Based on the convergence of terminal fire rates, the Mojtaba Khamenei succession, Bapco force majeure, the Lebanon ground war expansion, Russian intelligence sharing, market crash signals, and the approaching Eid al-Fitr / Nowruz convergence (March 18-21), here are the updated scenario weightings.

ScenarioDescription
 Contained degradationMojtaba signals pragmatism through back-channels. Iran’s fire rate collapses to negligible by Day 12. US achieves uncontested air superiority. Hormuz partially reopens under US Navy escort. Hezbollah agrees to de-escalation after IDF pressure. Oil corrects to $70-80. Markets recover. War winds down to targeted strikes over approximately eight weeks. Kurdish operation remains limited. PROBABILITY DOWN from 15%: Mojtaba’s succession with IRGC allegiance, Iran FM’s rejection of any talks, and Russia providing intel all suggest hardening, not pragmatism.
 Grinding attrition (BASE) Hegseth’s approximately eight-week timeline plays out. Iran’s conventional capability collapses but IRGC shifts to asymmetric: ground forces, sleeper cells, cyber, and proxy activation. Lebanon ground war expands with 394 dead and 83 children killed driving international pressure. Hormuz remains closed; Trump escort program faces first attack; oil $100-120; Kurdish insurgency creates second internal front; Mojtaba consolidates but faces assassination threats and legitimacy crisis. Gulf airports partially reopen with heavy restrictions. Switzerland condemns war as violating international law. Regional recession risk acute. War costs reach $6.5B by Day 10 and accelerate.
 Multi-domain escalation One or more black swans materialize. Russian intelligence sharing CONFIRMED. Houthis close Bab el-Mandeb (oil rises to $130+). Turkey hit again; NATO Article 4/5 consultations begin. Full Lebanon ground war with 394+ dead. Iran deploys remaining unconventional capabilities: potential chemical, cyber cascade, or mass sleeper cell activation. Kurdish uprising spirals. China/Russia material intervention. Mojtaba is assassinated and power vacuum returns. US war costs exceed Penn Wharton’s $40-95B two-month estimate. KOSPI crashes 8%, Nikkei 7%, US futures -2.3%. Global recession triggered by simultaneous energy and financial disruption. Synagogue bombing in Liege, Belgium signals Iran-linked terrorism in Europe. PROBABILITY UP from 30%: multiple black swans have already begun materializing.

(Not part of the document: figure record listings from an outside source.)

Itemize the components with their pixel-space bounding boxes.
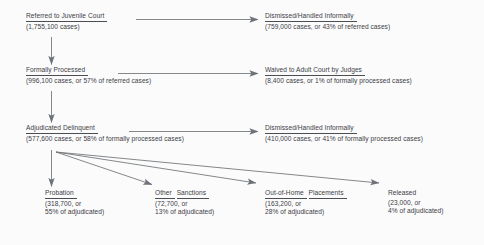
node-heading-second-line: Placements bbox=[309, 189, 347, 199]
node-heading: Dismissed/Handled Informally bbox=[265, 124, 357, 134]
node-other-sanctions: Other Sanctions (72,700, or 13% of adjud… bbox=[155, 189, 214, 217]
node-line: (577,600 cases, or 58% of formally proce… bbox=[26, 135, 184, 144]
node-heading: Released bbox=[388, 189, 416, 198]
node-line: 55% of adjudicated) bbox=[45, 208, 104, 217]
node-heading: Probation bbox=[45, 189, 77, 199]
node-adjudicated-delinquent: Adjudicated Delinquent (577,600 cases, o… bbox=[26, 124, 184, 143]
node-referred-to-juvenile-court: Referred to Juvenile Court (1,755,100 ca… bbox=[26, 12, 107, 31]
node-formally-processed: Formally Processed (996,100 cases, or 57… bbox=[26, 66, 151, 85]
node-released: Released (23,000, or 4% of adjudicated) bbox=[388, 189, 444, 216]
node-waived-to-adult-court: Waived to Adult Court by Judges (8,400 c… bbox=[265, 66, 412, 85]
node-line: (8,400 cases, or 1% of formally processe… bbox=[265, 77, 412, 86]
arrow-adjudicated-to-released bbox=[56, 152, 379, 183]
node-heading: Other bbox=[155, 189, 175, 199]
node-line: 28% of adjudicated) bbox=[265, 208, 347, 217]
node-heading: Formally Processed bbox=[26, 66, 88, 76]
node-heading: Referred to Juvenile Court bbox=[26, 12, 107, 22]
node-line: (23,000, or bbox=[388, 199, 444, 208]
node-line: (72,700, or bbox=[155, 200, 214, 209]
node-dismissed-handled-informally-2: Dismissed/Handled Informally (410,000 ca… bbox=[265, 124, 423, 143]
node-line: (1,755,100 cases) bbox=[26, 23, 107, 32]
flowchart-canvas: Referred to Juvenile Court (1,755,100 ca… bbox=[0, 0, 484, 245]
node-out-of-home-placements: Out-of-Home Placements (163,200, or 28% … bbox=[265, 189, 347, 217]
node-line: 13% of adjudicated) bbox=[155, 208, 214, 217]
node-heading-second-line: Sanctions bbox=[177, 189, 209, 199]
arrow-adjudicated-to-other-sanctions bbox=[56, 152, 152, 185]
node-line: (996,100 cases, or 57% of referred cases… bbox=[26, 77, 151, 86]
node-line: 4% of adjudicated) bbox=[388, 207, 444, 216]
node-dismissed-handled-informally-1: Dismissed/Handled Informally (759,000 ca… bbox=[265, 12, 390, 31]
arrow-adjudicated-to-out-of-home bbox=[56, 152, 256, 183]
node-line: (318,700, or bbox=[45, 200, 104, 209]
node-heading: Waived to Adult Court by Judges bbox=[265, 66, 365, 76]
node-heading: Out-of-Home bbox=[265, 189, 307, 199]
node-heading: Adjudicated Delinquent bbox=[26, 124, 98, 134]
node-line: (163,200, or bbox=[265, 200, 347, 209]
node-heading: Dismissed/Handled Informally bbox=[265, 12, 357, 22]
node-line: (759,000 cases, or 43% of referred cases… bbox=[265, 23, 390, 32]
node-line: (410,000 cases, or 41% of formally proce… bbox=[265, 135, 423, 144]
node-probation: Probation (318,700, or 55% of adjudicate… bbox=[45, 189, 104, 217]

War costs: $6.5 billion and accelerating

According to CSIS, the first 100 hours of Operation Epic Fury cost $3.7 billion, of which $3.5 billion was unbudgeted. By Day 10, cumulative costs have reached an estimated $6.5 billion. The Penn Wharton Budget Model projects a two-month war would cost $40-95 billion in direct military expenditure, with total economic impact (including energy disruption, trade losses, and financial contagion) reaching $50-210 billion. Brent crude at $119.50 represents a 65% increase from pre-war levels. KOSPI fell 8% and the Nikkei 7% on March 9, with US futures down 2.3%.

The author is a writer, security leader, and a strategic global security, as well as crisis advisor to boards of directors and executives at multinationals operating in complex environments and emerging markets.